UWM Physics Colloquium Hosts UBC Astrophysicist on Fast Radio Burst Detection

Astrophysicist Deborah Good presented the findings and research trajectories of eight recently discovered repeating fast radio bursts at a physics colloquium hosted by the UWM Physics Department and College of Letters and Science on Friday, Oct. 11. 

Good, a graduate student in physics and astronomy at the University of British Columbia, has been leading radio astronomy research with the CHIME telescope in Canada. The research is focused on the detection of repeating fast radio bursts, or FRB, which are mysterious flashes of intense energy from a radio source in space that last for only a few milliseconds.  

While scientists still aren’t certain where and why these bursts are happening, they predict the events to be coming from a compact extra-galactic source—outside of the Milky Way. Some of the suggested sources are black holes or rapidly rotating neutron stars, which are highly dense remnants of dead stars that can produce intense emissions of energy. Researchers are monitoring these events to scan for repeating sources that will help explain the properties of FRB. 

“What’s intriguing about fast radio bursts is that we get a chance to look at totally new sources and find out where they’re coming from and what they mean,” Good said. “We don’t get totally new sources of radio signals coming along all that often. Most of the things that we measure, we already know how and why it exists and where it’s coming from.” 

Researchers are investigating what the causes of the bursts are and where they are coming from. Scientists detected the first FRB in 2007 and have since published 100 more with another 100 observations that have not yet been published, according to Good. 

Deborah Good from the University of British Columbia presents recent pulsar data collected with the CHIME telescope

Good and her team at UBC have been monitoring FRB to look for repeating bursts. Earlier this year, the CHIME telescope detected eight repeaters and 13 one-off or single-burst sources, according to the online research publication server arXiv. Previously, only two repeating FRB had been detected. 

Currently, there are two teams of FRB theorists; those who believe all FRB repeat and that some repeating sources just haven’t occurred or been detected yet, and those who believe there are distinct sources that repeat and those that do not. 

Good, who got her undergraduate degree in engineering and physics at the Colorado School of Mines, is a doctoral student working as a part of CHIME’s FRB team. She also leads inquiry-based-learning labs and is involved in an outreach organization called Let’s Talk Science at UBC. 

“To me, this research is exciting because I get to answer questions that I don’t know the answers to, and I get to play with fun telescopes,” Good said. 

The colloquium was held in UWM’s Kenwood Interdisciplinary Research Complex Friday afternoon where Good presented the research efforts underway at CHIME. 

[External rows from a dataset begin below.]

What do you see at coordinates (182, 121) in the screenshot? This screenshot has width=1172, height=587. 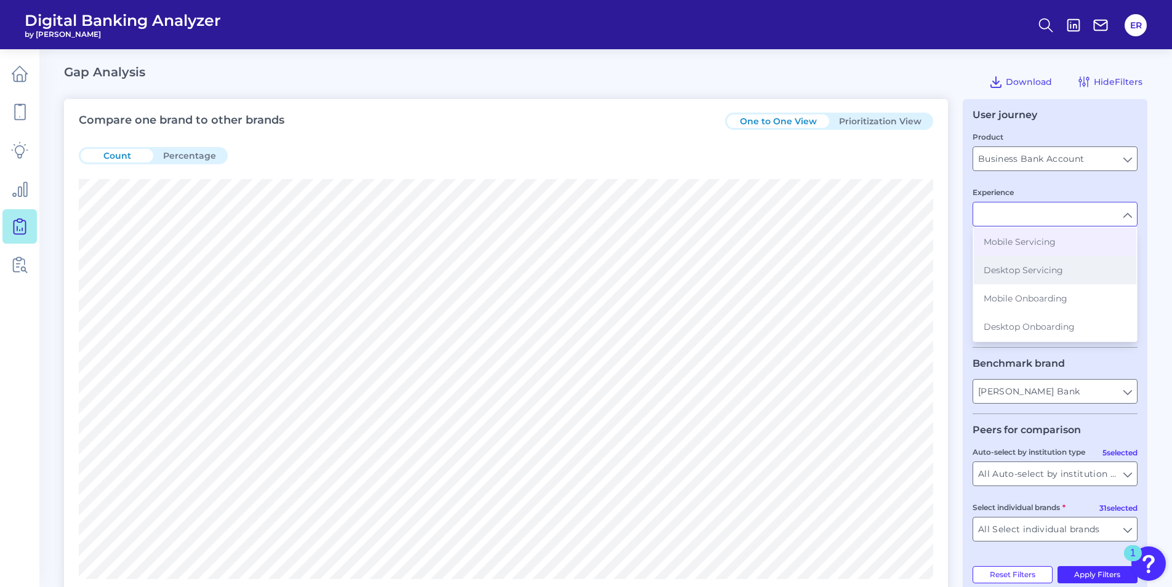 I see `h3: Compare one brand to other brands` at bounding box center [182, 121].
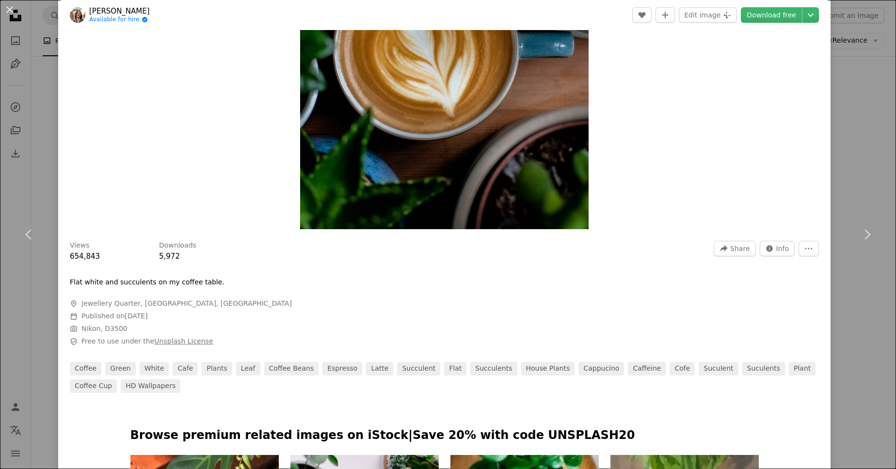  I want to click on a: coffee, so click(85, 369).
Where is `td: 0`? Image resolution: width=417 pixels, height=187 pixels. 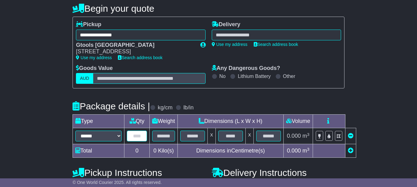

CHIME, or the Canadian Hydrogen Intensity Mapping Experiment, is a stationary radio telescope that maps the northern sky almost constantly searching for radio sources like FRB or pulsars, which are rotating neutron stars that emit powerful beams of electromagnetic energy. 

As a transient telescope, CHIME is stationary and instead scans the sky as the Earth moves. The array of half-pipe dishes has a mesh covering them so the Canadian Rocky “snow can fall through, but the light cannot,” according to Good. The dishes input radio frequencies from extragalactic sources—and terrestrial interference from cellphones and broadcast radio stations—and output data. 

The FRB team is using the detections at CHIME to harness a better understanding of the shape, structure and fate of the universe, according to Universe Today

Robert Aloisi and Patrick Selep often attend the department’s physics colloquiums on Fridays 

“FRB research is fascinating,” said Robert Aloisi who often attends UWM’s physics colloquiums. “The number of them that they’re seeing right now and their ability to track some of them back down to the galaxy that they come from is really interesting research.” 

Detecting and predicting millisecond FRB sources has proven to be a challenging feat for scientists, according to Good. By monitoring the ten detected FRB repeaters and scanning for more sources, research is underway that aims to uncover the properties, location, causes and structures of the events. 

Good presented findings that showed the signal’s frequency would decrease slightly over the duration of the burst. She described this data structure as that of a “sad trombone” because it would sound like one if the data was transcribed into sound frequencies. Scientists are still unclear on if this is a unique property of repeating FRB. 

Some FRB repeaters have been detected up to 10 times, while other bursts have only been observed twice so far. Follow up work with FRB research has expanded to telescopes like the Arecibo Observatory in Puerto Rico, which has a larger dish that can increase exposure, detail and resolution.